Chapter Seven
Feet up on the desk, with her laptop in her lap, Jules was reading over the information on a new case. She was helping Katie Foster for nothing more than the cost of expenses because Katie was naive and sweet and should have never gotten married at nineteen. Now the young teacher was forced to battle through a divorce from a man who didn’t want to let her go and was resorting to the age-old technique of making Katie’s life as miserable as possible in the hopes of her just giving up and going back to him.

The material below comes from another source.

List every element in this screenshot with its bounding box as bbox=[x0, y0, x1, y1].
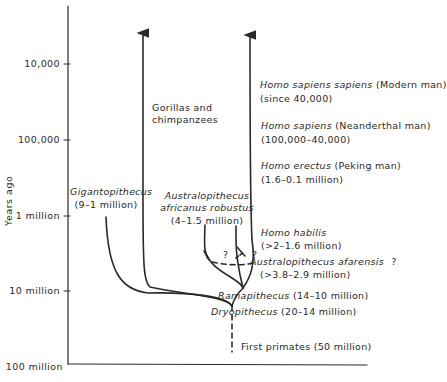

Not if Jules had anything to do with it. If Katie wanted to be free and clear to start over, Jules was going to make sure that’s what happened—she hated bullies.
Her cell phone buzzed on the desk, and she reached over, picked it up, and grinned. She slid her finger across the glass and then touched the picture of Romeo to make it bigger. With snow sparkling under the bright lights, he looked as handsome as ever standing in the street with all the flash of Times Square behind him. He wore a black leather jacket and a matching black ski hat pulled low over his ears, but it did nothing to hide his handsome features. She actually touched the screen nostalgically, missing him even when she knew it was dangerous to do so.
Then the dispatch buzzed, and she scrambled to put her laptop on the desk as she answered the call. “911, what’s your emergency?”
“Jules, that you? I can’t believe they gotcha working on New Year’s with as much work as you got all the time.”
Jules tossed her cell on the desk next to the computer to give the caller her full attention as she repeated, “What’s the emergency?”
“Jason and Carl were drinking too much, and they got into it.”
Jules brushed the fine blonde hairs that had escaped her braid off her forehead as she asked, “They’re fighting now?”
“Yeah, dumb-asses. They’re beating each other black-and-blue.”
Jules frowned in concern. “Is this Fran?”
“Who else would it be?” Fran asked bitterly. “No one else gives a shit if they kill each other. I’m nine months pregnant. I need a healthy paycheck bringing food home, and here Carl thinks it’d be a good idea to invite his brother over for New Year’s. You know Jason’s been drinking a lot since Sara left and—”
“Fran, where are they right now?” Jules interrupted her. “Are you in any danger?”
“No, I’m fine. They’re out in the front yard. In the snow. Idiots.”
“Do they have any weapons?”
“Not unless you count thick skulls as weapons.”
“No guns?” Jules clarified. “Or anything they could use to cause serious injury? Bats? Knives?”
“Nah, all the guns are still in the house. Hold on, lemme make sure they ain’t gotten into the shed since I called ya.” Fran huffed as if she were attempting to get up. After a few moments she said, “Just two drunk morons out there trying to drown each other in the snowdrifts.”
“Okay, I want you to go ahead and lock ’em out of the house. We wanna keep you safe, and we wanna make sure they’re not grabbing any guns,” Jules said calmly. “We’re gonna send someone out there to break it up.”
“It’s freezing out. They’re gonna get frostbite.”
“They’ll be all right,” Jules assured her. “We got all our units out. It won’t be more than a few minutes until someone gets there.”
“Thanks, Jules, I sure do appreciate it.”
“Lock the door. And go ahead and gimme your address so I can make sure they find ya.”
“Shoot, the sheriff knows where we’re at. Not like he ain’t been out here before.”
“Just give it to me,” Jules said, turning in her chair and typing at the main computer. “And I need a call-back number.”
Jules quickly took Fran’s information before hanging up and then picked up the dispatch radio.
“Two-alpha-five.”
It took less than twenty seconds before Wyatt’s voice crackled over the system, “Two-alpha-five.”
“I got a signal 38 at 14 Pine Ridge Way.”
“Sorry,” Wyatt responded back. “I’m 1015 with a signal 10 and 1025 to the station.”